March 27, 2014|By Rex W. Huppke


Future history books will note that March 25, 2014, was a bad day for human legs. It was a bad day for the outdoors, a bad day for bicycles and an utterly abysmal day for cafes, bars and other places where people meet in person.


It was the day Facebook - the social media giant that has already digitized a good part of our social interaction - acquired Oculus VR, which sounds like a malevolent, world-destroying Transformer but is actually considerably more frightening.


The 'VR' in the company's name stands for 'virtual reality.' Oculus has been busy working on a gaming device called the Oculus Rift headset, which, according to a blog post by Facebook CEO Mark Zuckerberg, puts the user in 'a completely immersive computer-generated environment, like a game or a movie scene or a place far away.'


Let's pause a moment to acknowledge that in any post-apocalyptic sci-fi movie worth its salt, something called 'the Oculus Rift headset' would be the reason for the apocalypse or, at the very least, its pre-apocalypse creation would mark the moment things took a serious turn for the worse.


Back to Mr. Zuckerberg: 'The incredible thing about the technology is that you feel like you're actually present in another place with other people. People who try it say it's different from anything they've ever experienced in their lives.'


I'd like to believe that's because the people who would willingly don an Oculus Rift headset have lives that haven't extended far beyond their parents' living rooms, but I doubt that's the case. Rather, I think the virtual world inside this odd headgear holds some alluring advantages over actual reality, and that's how Facebook plans to slurp us all up and plunk us down like meat sacks on our couches, with little need to ever get up again.


After detailing the device's gaming capabilities, Zuckerberg wrote: 'But this is just the start.' (Cue maniacal laughter and jarring thunderclaps.)


'After games, we're going to make Oculus a platform for many other experiences. Imagine enjoying a court side seat at a game, studying in a classroom of students and teachers all over the world or consulting with a doctor face-to-face - just by putting on goggles in your home. ... Imagine sharing not just moments with your friends online, but entire experiences and adventures.'


The problem with imagining all those things in real life has always been that achieving them requires getting up and exerting energy. You have to interact with actual humans - and we all know how insufferable they can be - and endure the inconveniences of travel, goal setting and goal realization.


Who has time for that these days?


With Oculus-equipped Facebook, you can have life delivered like a pizza, right to your own personal isolation zone.


While I do find this all mildly terrifying - will we all wind up Oculus-ized out of existence? - I can certainly see the advantages of being not just 'on Facebook' but ' in Facebook.' And I have some plans for the first time I strap on my virtual reality helmet and dive into the digitized world of social media.


First, I'm going to stop at the weapons shop (I assume there will be a weapons shop; this was created by gamers, after all) and buy a big Thor-like hammer to carry around. Then I'm going to stomp off to my friends' Facebook walls and use the hammer to smash the radicchio out of all the stupid pictures of food they've posted.


After that, I'll find all the people who were popular in high school, virtually approach them and laugh in their cyberfaces because they're now bald or overweight or divorced or otherwise worse off than me. I'll also swing around my big food-whackin' hammer, just to show off a little. Suckers.


I'll track down every so-called friend who ever pestered me with a Facebook game invitation and have my killer robot dog (did I mention that I also bought a killer robot dog?) e-pee on their status updates. Then I'll walk past the virtual strip club - again, you know the gamers are putting a strip club in there - and not stop because I promised the virtual version of my wife I wouldn't and her killer robot dog is meaner than mine.


Finally, I'll take off my Oculus Facebook Helmet, look around the living room and see that my real-life kids are yelling at each other and my real-life wife is asking me to clean up the real-life dog puke on the carpet.


Then I'll suddenly remember I forgot to feed my killer robot dog.


Helmet on - problems solved.


Thank You for Visiting March 27, 2014|By Rex W. Huppke.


**ASSIGNED TASK**
From the records below, find each line with the string "field" and copy it.

*** MATERIAL PROVIDED

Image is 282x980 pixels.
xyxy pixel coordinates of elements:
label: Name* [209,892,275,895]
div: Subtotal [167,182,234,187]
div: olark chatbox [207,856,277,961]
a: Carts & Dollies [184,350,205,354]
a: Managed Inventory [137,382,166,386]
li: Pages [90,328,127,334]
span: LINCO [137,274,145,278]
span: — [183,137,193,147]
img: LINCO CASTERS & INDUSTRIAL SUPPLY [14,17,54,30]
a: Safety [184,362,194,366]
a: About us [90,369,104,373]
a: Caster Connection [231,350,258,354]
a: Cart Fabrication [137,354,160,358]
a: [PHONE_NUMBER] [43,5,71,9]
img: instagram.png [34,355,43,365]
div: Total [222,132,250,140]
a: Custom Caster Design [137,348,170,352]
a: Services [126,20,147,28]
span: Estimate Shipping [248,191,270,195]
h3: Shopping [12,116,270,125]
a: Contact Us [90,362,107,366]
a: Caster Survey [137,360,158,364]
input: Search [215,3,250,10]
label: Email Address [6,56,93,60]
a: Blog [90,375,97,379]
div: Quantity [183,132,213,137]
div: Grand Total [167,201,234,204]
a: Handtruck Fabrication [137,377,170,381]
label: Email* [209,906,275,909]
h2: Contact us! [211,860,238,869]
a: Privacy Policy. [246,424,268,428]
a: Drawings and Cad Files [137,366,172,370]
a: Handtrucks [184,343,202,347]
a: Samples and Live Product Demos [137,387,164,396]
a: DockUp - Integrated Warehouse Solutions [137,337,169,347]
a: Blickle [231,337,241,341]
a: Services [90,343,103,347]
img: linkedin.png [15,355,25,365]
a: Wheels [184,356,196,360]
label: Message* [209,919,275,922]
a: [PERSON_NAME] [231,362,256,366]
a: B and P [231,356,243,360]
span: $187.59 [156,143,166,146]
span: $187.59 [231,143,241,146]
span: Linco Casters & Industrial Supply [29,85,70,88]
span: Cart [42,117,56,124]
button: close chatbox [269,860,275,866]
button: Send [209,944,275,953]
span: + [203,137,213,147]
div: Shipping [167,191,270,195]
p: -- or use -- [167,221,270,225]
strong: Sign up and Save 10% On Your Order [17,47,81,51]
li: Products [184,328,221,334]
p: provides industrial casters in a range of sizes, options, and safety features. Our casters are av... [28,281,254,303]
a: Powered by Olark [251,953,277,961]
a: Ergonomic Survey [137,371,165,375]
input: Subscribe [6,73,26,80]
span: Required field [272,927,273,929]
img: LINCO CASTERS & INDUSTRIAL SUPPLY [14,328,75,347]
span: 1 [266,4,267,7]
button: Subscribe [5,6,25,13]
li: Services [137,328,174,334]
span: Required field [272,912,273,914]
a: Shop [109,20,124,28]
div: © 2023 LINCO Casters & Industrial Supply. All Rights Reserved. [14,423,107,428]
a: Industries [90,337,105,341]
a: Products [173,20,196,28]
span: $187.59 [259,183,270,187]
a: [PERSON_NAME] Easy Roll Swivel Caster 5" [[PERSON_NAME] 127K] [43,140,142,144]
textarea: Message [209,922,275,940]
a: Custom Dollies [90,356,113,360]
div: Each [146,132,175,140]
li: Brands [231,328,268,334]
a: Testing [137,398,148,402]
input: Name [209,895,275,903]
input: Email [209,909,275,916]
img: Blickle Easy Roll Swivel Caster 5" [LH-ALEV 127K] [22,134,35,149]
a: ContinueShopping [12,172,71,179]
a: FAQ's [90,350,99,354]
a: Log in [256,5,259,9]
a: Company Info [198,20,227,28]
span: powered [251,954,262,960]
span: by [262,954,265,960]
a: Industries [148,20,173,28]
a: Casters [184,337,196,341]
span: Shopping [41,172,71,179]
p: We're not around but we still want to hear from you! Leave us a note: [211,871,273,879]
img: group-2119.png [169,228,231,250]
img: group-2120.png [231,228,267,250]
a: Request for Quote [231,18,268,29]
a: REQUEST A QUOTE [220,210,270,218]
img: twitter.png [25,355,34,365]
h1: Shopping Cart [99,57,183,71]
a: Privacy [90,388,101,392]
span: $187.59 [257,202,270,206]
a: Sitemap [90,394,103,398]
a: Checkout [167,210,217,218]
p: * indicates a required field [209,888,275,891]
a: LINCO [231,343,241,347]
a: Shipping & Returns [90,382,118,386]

******
*** MATERIAL PROVIDED

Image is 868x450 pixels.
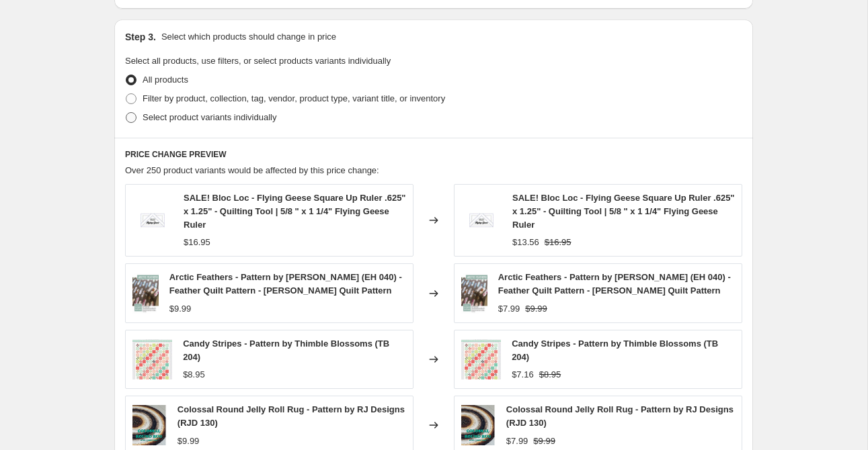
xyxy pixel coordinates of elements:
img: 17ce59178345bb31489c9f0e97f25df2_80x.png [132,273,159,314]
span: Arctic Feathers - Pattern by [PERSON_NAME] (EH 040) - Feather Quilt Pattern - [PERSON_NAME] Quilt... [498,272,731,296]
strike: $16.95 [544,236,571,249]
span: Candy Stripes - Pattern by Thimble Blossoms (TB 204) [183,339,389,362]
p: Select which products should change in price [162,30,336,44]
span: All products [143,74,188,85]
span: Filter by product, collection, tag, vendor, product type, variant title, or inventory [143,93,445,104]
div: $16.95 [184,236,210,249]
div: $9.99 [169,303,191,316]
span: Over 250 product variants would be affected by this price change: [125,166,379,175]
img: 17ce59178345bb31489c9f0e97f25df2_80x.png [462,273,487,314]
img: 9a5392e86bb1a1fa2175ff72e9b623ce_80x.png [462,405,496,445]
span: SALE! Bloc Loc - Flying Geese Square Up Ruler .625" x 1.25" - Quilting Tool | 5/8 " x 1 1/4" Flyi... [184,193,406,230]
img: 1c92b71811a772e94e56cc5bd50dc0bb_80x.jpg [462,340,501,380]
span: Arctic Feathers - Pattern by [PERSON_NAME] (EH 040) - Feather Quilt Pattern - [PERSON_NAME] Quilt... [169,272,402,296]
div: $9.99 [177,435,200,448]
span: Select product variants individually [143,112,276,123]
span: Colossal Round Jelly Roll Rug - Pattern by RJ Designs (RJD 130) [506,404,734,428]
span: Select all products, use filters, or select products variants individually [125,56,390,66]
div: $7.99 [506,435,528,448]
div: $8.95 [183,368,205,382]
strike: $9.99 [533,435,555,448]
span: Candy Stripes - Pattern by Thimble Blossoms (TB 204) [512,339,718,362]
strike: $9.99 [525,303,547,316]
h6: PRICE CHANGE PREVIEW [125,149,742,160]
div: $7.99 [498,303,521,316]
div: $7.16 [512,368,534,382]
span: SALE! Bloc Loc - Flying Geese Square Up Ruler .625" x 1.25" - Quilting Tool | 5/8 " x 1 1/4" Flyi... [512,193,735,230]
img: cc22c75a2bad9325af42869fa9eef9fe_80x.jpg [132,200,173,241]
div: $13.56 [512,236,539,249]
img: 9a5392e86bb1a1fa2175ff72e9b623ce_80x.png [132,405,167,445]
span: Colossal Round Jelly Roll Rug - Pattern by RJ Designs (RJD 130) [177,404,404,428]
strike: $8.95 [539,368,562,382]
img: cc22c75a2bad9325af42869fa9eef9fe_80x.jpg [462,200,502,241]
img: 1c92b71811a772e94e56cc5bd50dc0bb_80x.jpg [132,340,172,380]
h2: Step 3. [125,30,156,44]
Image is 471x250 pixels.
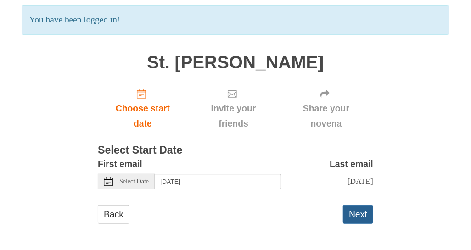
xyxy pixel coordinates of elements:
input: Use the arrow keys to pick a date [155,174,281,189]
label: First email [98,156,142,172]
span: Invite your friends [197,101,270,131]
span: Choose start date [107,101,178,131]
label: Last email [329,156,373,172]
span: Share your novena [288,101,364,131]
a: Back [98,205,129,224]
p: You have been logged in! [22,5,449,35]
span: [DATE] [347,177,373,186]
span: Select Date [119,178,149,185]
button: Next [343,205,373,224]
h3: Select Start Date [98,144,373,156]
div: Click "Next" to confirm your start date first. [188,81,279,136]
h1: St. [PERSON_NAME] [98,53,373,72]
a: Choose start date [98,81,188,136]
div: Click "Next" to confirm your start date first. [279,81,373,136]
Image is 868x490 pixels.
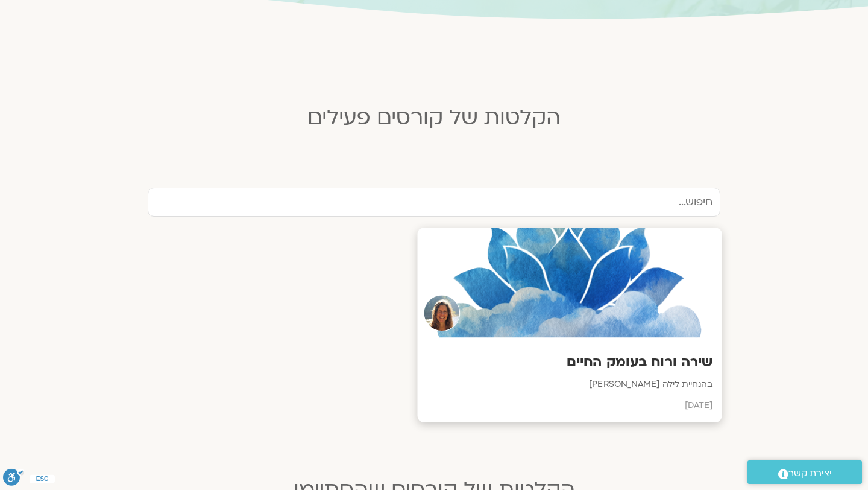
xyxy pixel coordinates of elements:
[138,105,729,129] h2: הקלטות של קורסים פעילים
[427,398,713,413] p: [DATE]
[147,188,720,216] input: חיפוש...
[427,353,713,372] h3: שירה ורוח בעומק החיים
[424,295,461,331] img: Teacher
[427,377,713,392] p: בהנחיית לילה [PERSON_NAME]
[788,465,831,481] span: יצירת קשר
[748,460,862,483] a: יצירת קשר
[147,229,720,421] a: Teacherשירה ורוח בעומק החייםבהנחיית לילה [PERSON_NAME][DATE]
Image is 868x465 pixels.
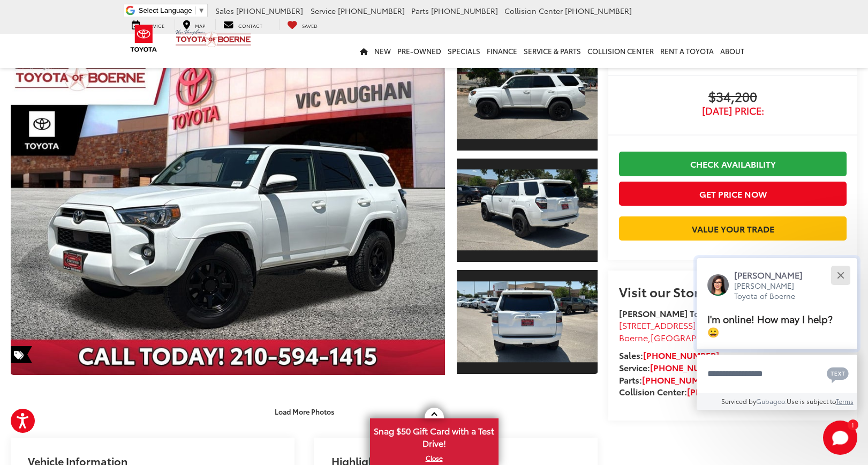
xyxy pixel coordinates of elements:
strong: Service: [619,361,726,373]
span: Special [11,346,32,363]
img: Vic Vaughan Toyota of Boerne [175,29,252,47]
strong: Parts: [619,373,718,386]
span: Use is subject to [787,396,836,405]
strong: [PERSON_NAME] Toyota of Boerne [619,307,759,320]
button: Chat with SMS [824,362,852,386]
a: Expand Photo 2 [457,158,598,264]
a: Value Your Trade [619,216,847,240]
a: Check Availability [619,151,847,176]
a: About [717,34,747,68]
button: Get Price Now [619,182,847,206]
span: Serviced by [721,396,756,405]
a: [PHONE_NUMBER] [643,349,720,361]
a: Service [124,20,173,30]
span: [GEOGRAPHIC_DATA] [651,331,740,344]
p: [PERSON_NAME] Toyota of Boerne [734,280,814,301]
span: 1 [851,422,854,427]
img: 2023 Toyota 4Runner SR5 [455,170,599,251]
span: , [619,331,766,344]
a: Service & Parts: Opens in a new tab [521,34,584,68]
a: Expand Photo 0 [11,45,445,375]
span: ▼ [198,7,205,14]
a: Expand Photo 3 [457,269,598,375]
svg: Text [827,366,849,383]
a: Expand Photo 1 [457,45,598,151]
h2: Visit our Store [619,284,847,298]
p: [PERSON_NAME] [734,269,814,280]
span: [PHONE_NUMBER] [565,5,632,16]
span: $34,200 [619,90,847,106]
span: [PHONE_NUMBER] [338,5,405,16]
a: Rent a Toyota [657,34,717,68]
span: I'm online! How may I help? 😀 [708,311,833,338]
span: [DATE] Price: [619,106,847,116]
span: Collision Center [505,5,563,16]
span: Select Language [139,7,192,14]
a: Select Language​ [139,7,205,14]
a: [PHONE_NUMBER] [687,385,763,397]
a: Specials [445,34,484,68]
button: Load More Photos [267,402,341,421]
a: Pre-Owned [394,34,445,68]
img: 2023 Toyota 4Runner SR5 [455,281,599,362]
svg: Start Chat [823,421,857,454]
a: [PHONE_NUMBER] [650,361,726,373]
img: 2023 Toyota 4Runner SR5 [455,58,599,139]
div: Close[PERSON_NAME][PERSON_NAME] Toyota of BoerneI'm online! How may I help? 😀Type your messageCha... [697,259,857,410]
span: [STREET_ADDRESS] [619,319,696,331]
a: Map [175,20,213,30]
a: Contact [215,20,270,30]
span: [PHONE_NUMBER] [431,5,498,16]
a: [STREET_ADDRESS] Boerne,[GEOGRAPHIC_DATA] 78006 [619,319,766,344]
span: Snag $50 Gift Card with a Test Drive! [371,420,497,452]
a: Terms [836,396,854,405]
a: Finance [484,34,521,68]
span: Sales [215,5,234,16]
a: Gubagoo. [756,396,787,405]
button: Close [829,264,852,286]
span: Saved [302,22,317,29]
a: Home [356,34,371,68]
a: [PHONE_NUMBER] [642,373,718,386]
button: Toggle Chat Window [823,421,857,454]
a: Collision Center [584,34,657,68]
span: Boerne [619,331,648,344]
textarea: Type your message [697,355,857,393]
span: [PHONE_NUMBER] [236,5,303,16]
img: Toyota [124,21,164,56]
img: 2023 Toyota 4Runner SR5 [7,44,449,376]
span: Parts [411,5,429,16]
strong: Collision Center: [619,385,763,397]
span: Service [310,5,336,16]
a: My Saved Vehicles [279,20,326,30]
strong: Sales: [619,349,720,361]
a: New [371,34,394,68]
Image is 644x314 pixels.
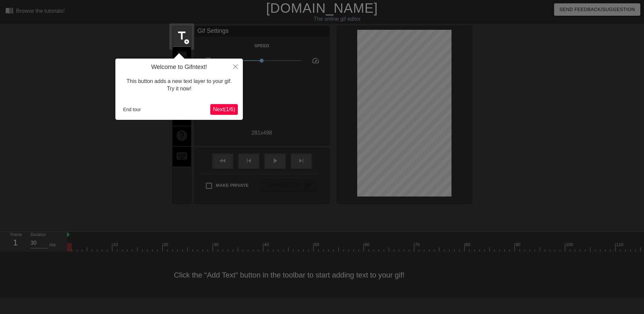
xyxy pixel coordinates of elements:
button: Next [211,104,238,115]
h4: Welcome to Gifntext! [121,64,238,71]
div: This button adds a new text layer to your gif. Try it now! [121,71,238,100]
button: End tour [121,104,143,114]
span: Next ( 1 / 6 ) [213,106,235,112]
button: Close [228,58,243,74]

******

**REPLY TO THE TASK**
span: Required field [272,927,273,929]
span: Required field [272,912,273,914]
p: * indicates a required field [209,888,275,891]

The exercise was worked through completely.